(not very) recent NY Times Residential Sales / 22 Mercer Street loft sold in February


silly me
I just checked the fine print in this past Sunday’s NY Times feature Residential Sales Around the Region and was surprised not to see the word "recent" modifying "sales" anywhere on the page. I have just been assuming that the sales reported in this feature would be recent sales … how newsworthy is old data?? Newsworthy or not, the one loft in Sunday’s report closed 4 months ago. Weird. (I assume that the reporting firm [Corcoran, which must have represented the buyer, not the seller/developer] recently sent it to the Times; after all how newsworthy is old data??)

aged sale, long time coming
The common charge and tax data for the 22 Mercer Street loft reported as taking 3 weeks from "most recent listing to the sales agreement [i.e., contract]" correspond to Unit 4D, with a sales price of $3.55mm. Couple of things are interesting about the timing. First, according to city records this was the first sale of this unit (i.e., not a resale, but a direct sale from the developer) in a 16 unit building in which the first condo sales were in December 2006. Second, that "3 weeks" may be technically true but is essentially untrue: yes, the deed was recorded on February 14, the contract was signed (per our inter-firm data base) on January 16 and the "most recent listing" was December 27 BUT that followed 2 weeks of being "temporarily off the market". In fact, the unit had been marketed by Halstead beginning October 1, 2007. In fact, the unit had been represented by Corcoran from October 2005 into January 2007, then taken off the market for more than 9 months by the developer, who then switched to Halstead.

The developer kept raising the ante over this long time, by the way. According to the available listing history, they started with Corcoran at $2,750,800 on October 3, 2005,  immediately pulled it off the market (October 4), then jumped to $3.15mm when it came back on February 27, 2006 and again to $3.3mm on June 28, 2006, where it sat until being taken off the market on January 5, 2007. When it was revived with Halstead on October 1, 2007 they offered it at $3.6mm.

some contracts during construction
Remember 2005? That was back when it was fairly common for buyers to buy in new development off floor plans and examples of finishes. The #2D history shows a similar (though shorter) history: originally offered on October 3, 2005 for $2,392,000, then raised quickly (October 6) to $2.55mm, then taken off the market on October 25 until March 17, 2006 when it returned at $2.95mm. It found a buyer and contract May 15 and closed on January 12, 2007. Apparently, they did not like the (low) level of sales activity beginning in October 2005, but found the stage of construction more conducive to contracts by Spring 2006. Except for #4D, of course.

one more, and I will stop
#3D has an interesting history, according to our data base. Offered in October 2005 at $2,631,200 then pulled back, and then the data got garbled. Not sure when the contract was signed, but the developed sold to someone who — per the data on Street Easy — flipped it through PruDE, starting at $3.495mm in January 2007, dropped immediately to $3.395mm (so quick the first resale price may have been a typo), then in contract by February 22 and closed by March 29, 2007 at $3.2mm.

This is a bit garbled because StreetEasy does not show the original sale, just the flip in March 2007. Property Shark, in contrast, does not show the flip, but does show the original sale at $2.2mm as being recorded on March 27, 2007. Perhaps this flip was an assignment?? So the original buyer bought at $2.2mm (the Property Shark price) and transferred the same day at $3.2mm (the StreetEasy price)??

Whatever, the key is that the flipper/assignor in #3D began to offer that unit in January 2007 at $3.395mm just 3 weeks after the developer pulled #4D off the market after not selling at $3.3mm — and #3D got a contract and closing in March at $3.2mm, while the developer waited until October 2007 to bring #4D back at $3.6mm. Fortunately for the developer (and for Halstead), #4D ended up fetching $355k more than #3D, though I bet the developer made a concession about transfer taxes.

I have to stop. That was so garbled even I have to go back and look at the numbers in order to follow what I am saying here. Let’s just say — if you have followed along this far — that the #4D sale reported in last Sunday’s Times was not "recent" and that the developer recouped on #4D a Little of what it ‘lost’ on #3D (after all, the #3D flipper grossed $1mm but had to pay at least one set of closing costs, probably two).

as always…

To keep up with this building fairly easily, check the StreetEasy page for this condo here.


Exercise:
Look over the entries and say how many lines include the word "Image". Only the number, please.

══════════

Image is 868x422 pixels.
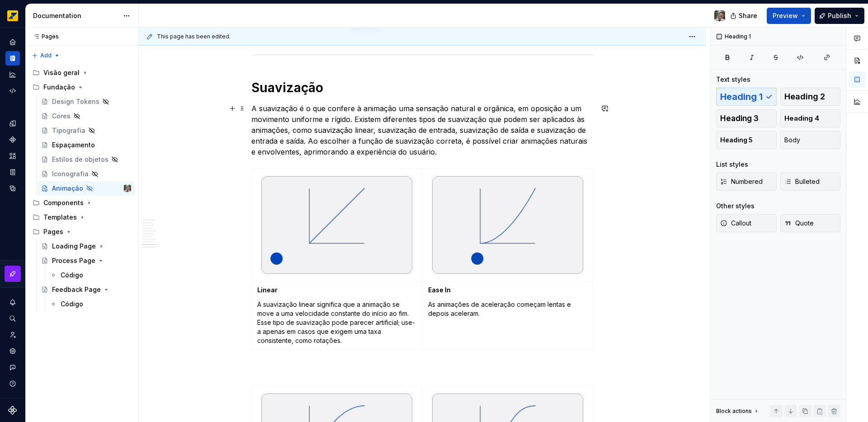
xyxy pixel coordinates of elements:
[716,75,751,84] div: Text styles
[720,135,753,145] span: Heading 5
[716,160,748,169] div: List styles
[5,182,20,196] a: Data sources
[46,268,135,283] a: Código
[29,65,135,80] div: Visão geral
[40,52,51,59] span: Add
[5,360,20,375] button: Contact support
[52,242,96,251] div: Loading Page
[52,126,86,135] div: Tipografia
[43,213,77,222] div: Templates
[52,285,101,294] div: Feedback Page
[780,131,841,149] button: Body
[43,83,75,92] div: Fundação
[738,11,757,20] span: Share
[43,68,80,77] div: Visão geral
[38,253,135,268] a: Process Page
[38,283,135,297] a: Feedback Page
[29,196,135,210] div: Components
[428,300,588,318] p: As animações de aceleração começam lentas e depois aceleram.
[720,114,758,123] span: Heading 3
[46,297,135,311] a: Código
[5,148,20,163] a: Assets
[52,97,99,106] div: Design Tokens
[7,10,18,21] img: e8093afa-4b23-4413-bf51-00cde92dbd3f.png
[720,219,751,228] span: Callout
[716,131,777,149] button: Heading 5
[52,256,95,265] div: Process Page
[60,271,83,280] div: Código
[780,88,841,106] button: Heading 2
[60,299,83,309] div: Código
[716,202,755,211] div: Other styles
[773,11,798,20] span: Preview
[38,182,135,196] a: AnimaçãoTiago
[29,33,59,40] div: Pages
[38,109,135,123] a: Cores
[784,177,819,186] span: Bulleted
[257,300,417,346] p: A suavização linear significa que a animação se move a uma velocidade constante do início ao fim....
[52,184,83,193] div: Animação
[815,8,864,24] button: Publish
[29,49,63,62] button: Add
[5,328,20,342] a: Invite team
[29,225,135,239] div: Pages
[8,406,17,415] svg: Supernova Logo
[5,67,20,82] a: Analytics
[5,51,20,65] a: Documentation
[52,141,95,150] div: Espaçamento
[38,95,135,109] a: Design Tokens
[5,84,20,98] a: Code automation
[252,103,593,158] p: A suavização é o que confere à animação uma sensação natural e orgânica, em oposição a um movimen...
[784,114,819,123] span: Heading 4
[38,138,135,152] a: Espaçamento
[5,311,20,326] button: Search ⌘K
[33,11,119,20] div: Documentation
[780,110,841,128] button: Heading 4
[716,110,777,128] button: Heading 3
[432,176,583,274] img: 094851a6-a20f-4086-85ae-90cee86b3d9e.gif
[5,132,20,147] a: Components
[38,123,135,138] a: Tipografia
[784,219,814,228] span: Quote
[720,177,762,186] span: Numbered
[784,135,800,145] span: Body
[5,35,20,49] a: Home
[5,116,20,131] a: Design tokens
[5,295,20,310] button: Notifications
[716,408,752,415] div: Block actions
[52,170,89,178] div: Iconografia
[38,239,135,253] a: Loading Page
[29,80,135,95] div: Fundação
[767,8,811,24] button: Preview
[252,80,593,96] h1: Suavização
[725,8,763,24] button: Share
[157,33,231,40] span: This page has been edited.
[716,405,760,417] div: Block actions
[5,344,20,358] a: Settings
[124,185,131,192] img: Tiago
[5,165,20,180] a: Storybook stories
[52,155,108,164] div: Estilos de objetos
[38,152,135,167] a: Estilos de objetos
[29,210,135,225] div: Templates
[716,215,777,232] button: Callout
[43,198,84,207] div: Components
[714,10,725,21] img: Tiago
[257,286,277,294] strong: Linear
[780,215,841,232] button: Quote
[43,228,64,237] div: Pages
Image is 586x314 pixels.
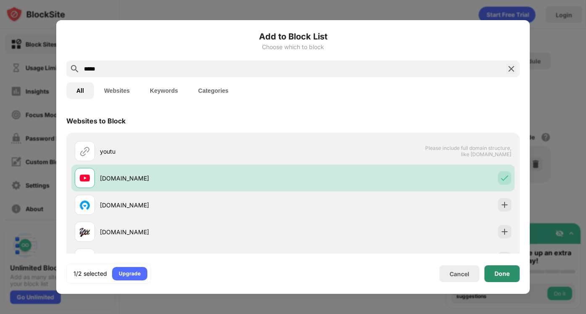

══════════

Task response:
2